There’s Something Funny About Voting in America

For starters, where is the Electoral College—and does it have a winning football team? Why does America have 13,000 voting districts, each with its own set of rules? And why are residents of our nation’s capital denied full voting rights?

Electoral Dysfunction, a feature-length documentary created by a team of award-winning filmmakers, uses humor and wit to take an irreverent—but nonpartisan—look at voting in America. Following a dual premiere at the 2012 Republican and Democratic National Conventions, the program was broadcast nationally on PBS and had its cable premiere in 2016 on Pivot. It can be viewed in streaming format on Vudu, iTunes, Google Play and Amazon Prime. It is also available on DVD for home, educational and institutional use.

Hosted by political humorist Mo Rocca — a correspondent for CBS Sunday Morning, a panelist on NPR’s hit quiz show Wait, Wait ... Don’t Tell Me!, and a former correspondent for The Daily Show with Jon Stewart — the film opens as Mo makes an eye-opening discovery: The U.S. Constitution does not guarantee the right to vote. Mo sets out to learn why the Founding Fathers deliberately omitted the right to vote from the Constitution—and to understand the consequences of this decision. His quest leads him to Indiana, which has some of the strictest voting laws in the country. He meets two impassioned local activists—Republican Dee Dee Benkie of Versailles and Democrat Mike Marshall of North Vernon—who take him inside their efforts to turn out every vote. Dee Dee, a member of the Republican National Committee who worked in Karl Rove’s office at the White House, has met her match in Mike, a veteran political consultant and former State Representative. Things heat up when the Republicans file a lawsuit challenging thousands of Democratic absentee ballots.

As he progresses on his journey, Mo explores the heated debate over Voter ID and voter fraud; searches for the Electoral College; gets to know a former felon who mistakenly believed she was disenfranchised for life; critiques ballot design with Todd Oldham; and encounters a range of activists, experts, and election administrators, along with some highly opinionated third graders, who offer commentary on how voting works—or doesn’t work—in America.

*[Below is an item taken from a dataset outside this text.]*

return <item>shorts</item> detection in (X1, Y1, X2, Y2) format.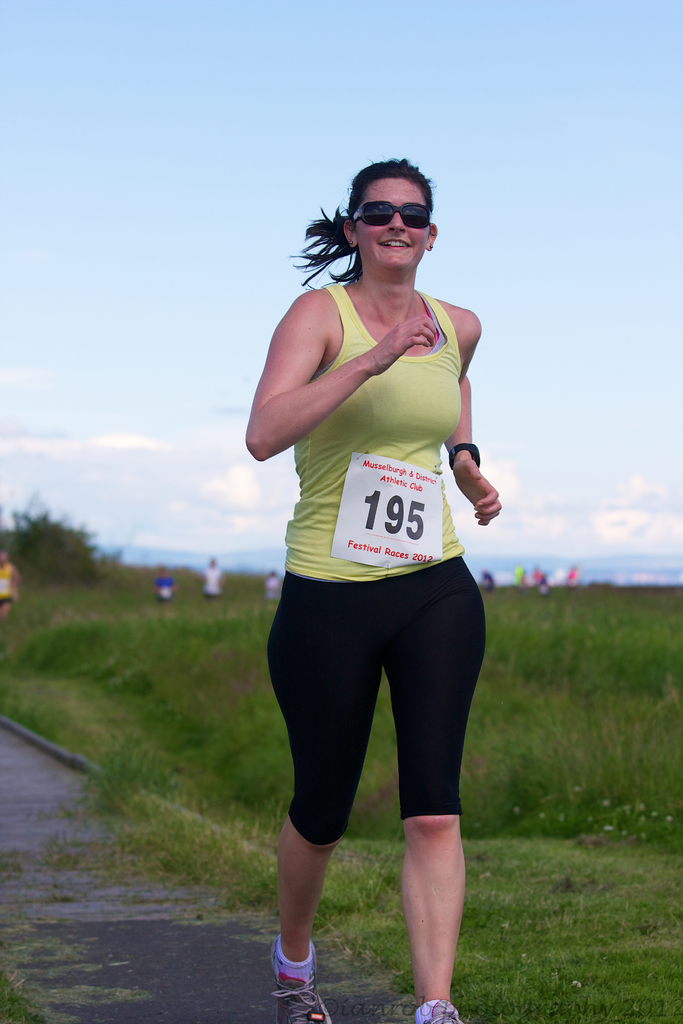
(256, 545, 504, 842).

Woven throughout the film are sequences in which Mo meets reformers working to bring greater fairness and transparency to our election system. Among these reformers are proponents of the National Popular Vote Campaign, who have devised a plan to reform the Electoral College without a Constitutional amendment. Although this pragmatic measure—which would result in direct election of the President—has already passed in 31 state legislative chambers, it has received scant attention from the mainstream media. These stories carry the film into the future while giving viewers concrete steps they can take to help bring about change.